Frank Yue wrote in Insight that the incidents are “believed to have been orchestrated by the CCP in a bid to intimidate adherents of the practice.”
A volunteer at the booth, Xu Weiguo, described the man as looking “gangster-like,” according to the report. He wore all black clothing, including a black baseball cap, and had full-sleeve tattoos. After being confronted by a passerby at one incident, the man walked away only to return with his chest partly bared, revealing a large tattoo of a dragon that apparently extended from his chest over his shoulder.
A Canadian law enforcement tattoo handbook has seven examples of “Asian Gang Tattoos,” three of which are over-the-shoulder dragons similar to the one adorning Zheng.
New York since the 1970s has been the scene of gang wars, including those fought by the Chinese Flying Dragon gang in Flushing.
Yi Rong, president of the Global Service Center for Quitting the CCP, condemned the “CCP thugs for the malicious attack,” calling it a hate crime.
After the Feb. 10 attack, according to a volunteer named Lily Wang, the suspect made a gesture of victory across the street to “a leader of a local CCP front group, who has a history [including a conviction for assault] of harassing Falun Gong practitioners and spreading hate propaganda against the faith group,” according to Yue.
The alleged front group leader, Li Huahong, then taunted the practitioners, saying, “Go to the police! Why not?” according to the volunteer.
The attacks on Falun Gong are an example of the CCP’s transnational repression and power projection.
According to documents assembled by Yiyang Xia at the Human Rights Law Foundation, the CCP sees its “struggle” against Falun Gong and “other cult organizations” (by which the CCP could mean any religion, including Christianity, Islam, Tibetan Buddhism, or Taoism) as a “political contest” to protect the CCP’s “leadership and the socialist system” from “anti-China forces in the West.”
The CCP seeks to “blacklist” practitioners and obtain “overseas ... action-oriented intelligence information” to “make overseas anti-cult struggles more and more active” for the “targeted education, persuasion, restraint, and disintegration” of Falun Gong.

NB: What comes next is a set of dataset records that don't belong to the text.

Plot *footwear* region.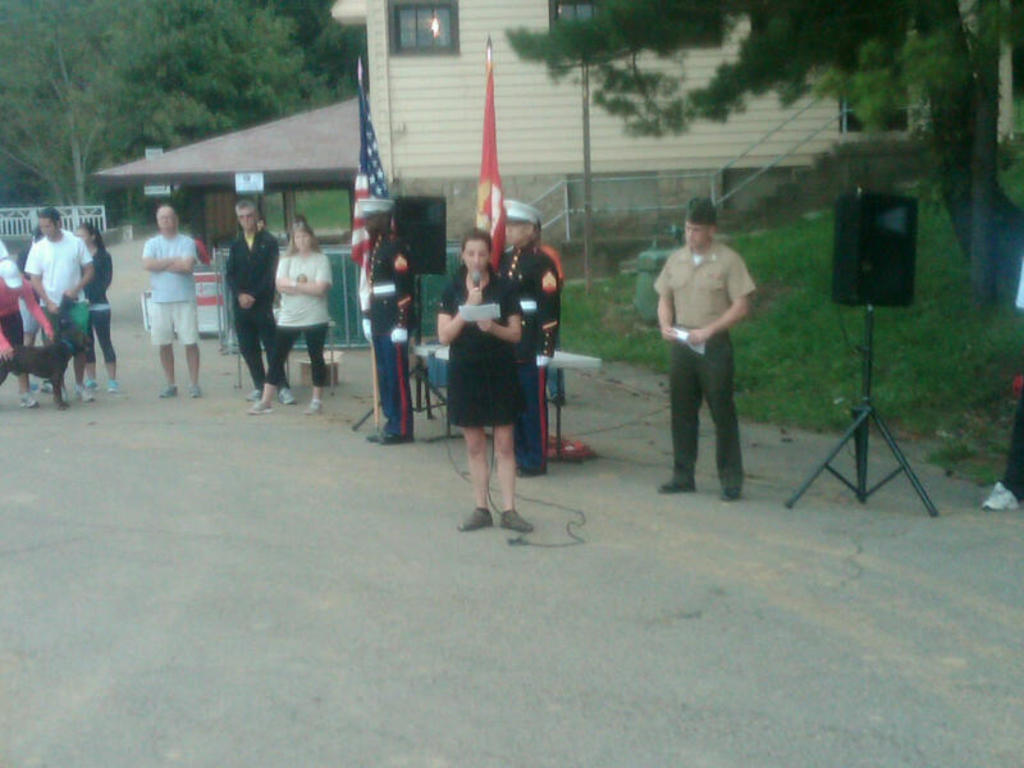
Plotted at [x1=979, y1=479, x2=1016, y2=509].
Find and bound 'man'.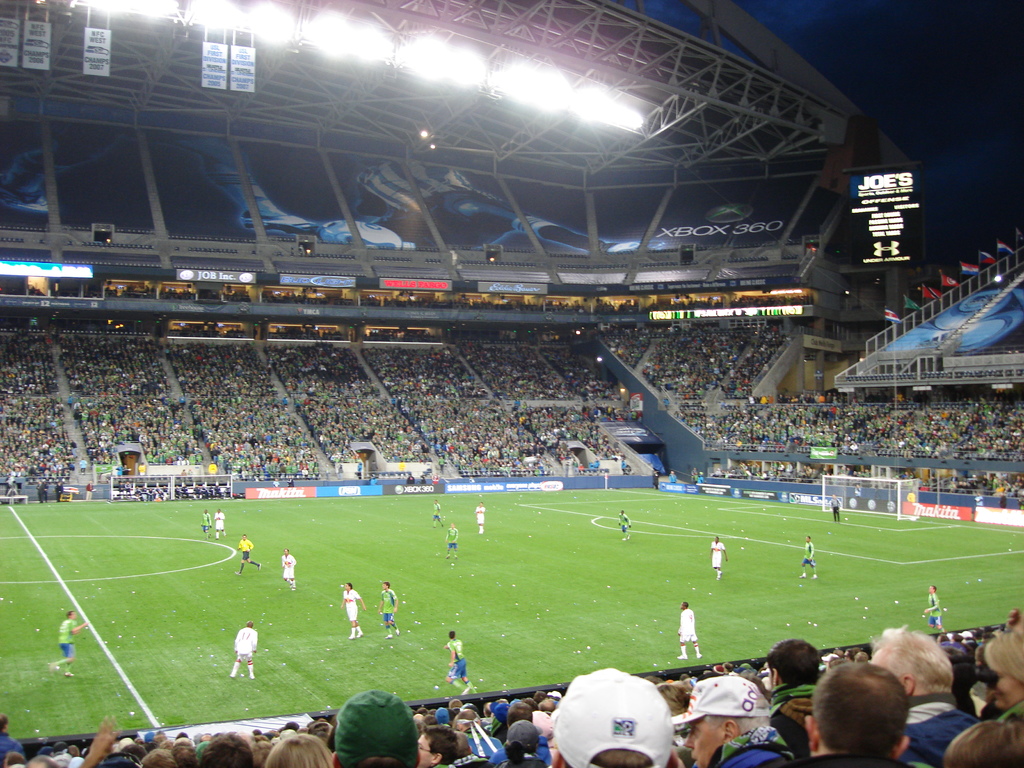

This CCP “struggle” in Flushing extends back more than a decade. According to Yue, the Chinese ambassador in New York admitted in an undercover phone call in 2008 to “instigating pro-CCP groups to launch a series of assaults on Falun Gong adherents in the area.”
In accord with America’s freedom of speech and religion, we must do more to protect the persecuted Falun Gong practitioners, who are working to save America from the CCP’s hegemonic and totalitarian ambitions. That should start with a thorough investigation and airing of any links between the CCP and criminals in New York.